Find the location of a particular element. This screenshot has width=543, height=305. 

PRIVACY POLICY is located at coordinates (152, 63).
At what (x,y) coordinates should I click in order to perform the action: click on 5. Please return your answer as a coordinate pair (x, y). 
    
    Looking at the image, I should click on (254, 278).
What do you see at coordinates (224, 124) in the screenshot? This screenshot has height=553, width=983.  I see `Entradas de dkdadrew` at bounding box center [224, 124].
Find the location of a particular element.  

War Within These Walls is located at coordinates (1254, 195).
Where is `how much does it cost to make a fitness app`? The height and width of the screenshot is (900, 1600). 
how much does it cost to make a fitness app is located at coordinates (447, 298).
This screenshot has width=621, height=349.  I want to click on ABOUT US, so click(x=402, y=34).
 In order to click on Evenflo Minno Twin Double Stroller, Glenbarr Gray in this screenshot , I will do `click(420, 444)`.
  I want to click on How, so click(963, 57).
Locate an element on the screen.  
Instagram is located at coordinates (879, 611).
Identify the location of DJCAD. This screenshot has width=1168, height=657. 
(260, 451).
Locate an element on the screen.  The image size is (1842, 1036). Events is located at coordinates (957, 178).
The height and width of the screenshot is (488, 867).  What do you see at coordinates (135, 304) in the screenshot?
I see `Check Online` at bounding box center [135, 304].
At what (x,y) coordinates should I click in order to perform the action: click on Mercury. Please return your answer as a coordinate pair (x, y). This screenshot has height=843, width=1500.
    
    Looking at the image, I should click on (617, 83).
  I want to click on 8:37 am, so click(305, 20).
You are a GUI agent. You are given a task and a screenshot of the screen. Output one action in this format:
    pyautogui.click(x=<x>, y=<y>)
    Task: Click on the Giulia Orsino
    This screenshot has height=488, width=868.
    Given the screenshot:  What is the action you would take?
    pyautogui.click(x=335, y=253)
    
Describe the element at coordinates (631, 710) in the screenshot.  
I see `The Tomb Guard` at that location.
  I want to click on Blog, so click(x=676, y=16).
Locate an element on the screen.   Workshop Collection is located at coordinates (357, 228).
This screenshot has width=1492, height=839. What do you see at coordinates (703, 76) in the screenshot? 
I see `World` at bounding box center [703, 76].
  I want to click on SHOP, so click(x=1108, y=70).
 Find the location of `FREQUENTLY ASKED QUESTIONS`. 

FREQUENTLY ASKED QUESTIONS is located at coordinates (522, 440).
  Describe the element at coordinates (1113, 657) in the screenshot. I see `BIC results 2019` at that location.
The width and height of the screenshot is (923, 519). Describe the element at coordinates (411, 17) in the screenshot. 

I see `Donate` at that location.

** Your objective **
Reproduce all of the entries above verbatim.

** The answer **
Find the location of a particular element. This screenshot has width=543, height=305. 

PRIVACY POLICY is located at coordinates (152, 63).
At what (x,y) coordinates should I click in order to perform the action: click on 5. Please return your answer as a coordinate pair (x, y). 
    
    Looking at the image, I should click on (254, 278).
What do you see at coordinates (224, 124) in the screenshot? This screenshot has height=553, width=983.  I see `Entradas de dkdadrew` at bounding box center [224, 124].
Find the location of a particular element.  

War Within These Walls is located at coordinates (1254, 195).
Where is `how much does it cost to make a fitness app`? The height and width of the screenshot is (900, 1600). 
how much does it cost to make a fitness app is located at coordinates (447, 298).
This screenshot has width=621, height=349.  I want to click on ABOUT US, so click(x=402, y=34).
 In order to click on Evenflo Minno Twin Double Stroller, Glenbarr Gray in this screenshot , I will do `click(420, 444)`.
  I want to click on How, so click(963, 57).
Locate an element on the screen.  
Instagram is located at coordinates (879, 611).
Identify the location of DJCAD. This screenshot has width=1168, height=657. 
(260, 451).
Locate an element on the screen.  The image size is (1842, 1036). Events is located at coordinates (957, 178).
The height and width of the screenshot is (488, 867).  What do you see at coordinates (135, 304) in the screenshot?
I see `Check Online` at bounding box center [135, 304].
At what (x,y) coordinates should I click in order to perform the action: click on Mercury. Please return your answer as a coordinate pair (x, y). This screenshot has height=843, width=1500.
    
    Looking at the image, I should click on (617, 83).
  I want to click on 8:37 am, so click(305, 20).
You are a GUI agent. You are given a task and a screenshot of the screen. Output one action in this format:
    pyautogui.click(x=<x>, y=<y>)
    Task: Click on the Giulia Orsino
    This screenshot has height=488, width=868.
    Given the screenshot:  What is the action you would take?
    pyautogui.click(x=335, y=253)
    
Describe the element at coordinates (631, 710) in the screenshot.  
I see `The Tomb Guard` at that location.
  I want to click on Blog, so click(x=676, y=16).
Locate an element on the screen.   Workshop Collection is located at coordinates (357, 228).
This screenshot has width=1492, height=839. What do you see at coordinates (703, 76) in the screenshot? 
I see `World` at bounding box center [703, 76].
  I want to click on SHOP, so click(x=1108, y=70).
 Find the location of `FREQUENTLY ASKED QUESTIONS`. 

FREQUENTLY ASKED QUESTIONS is located at coordinates (522, 440).
  Describe the element at coordinates (1113, 657) in the screenshot. I see `BIC results 2019` at that location.
The width and height of the screenshot is (923, 519). Describe the element at coordinates (411, 17) in the screenshot. 

I see `Donate` at that location.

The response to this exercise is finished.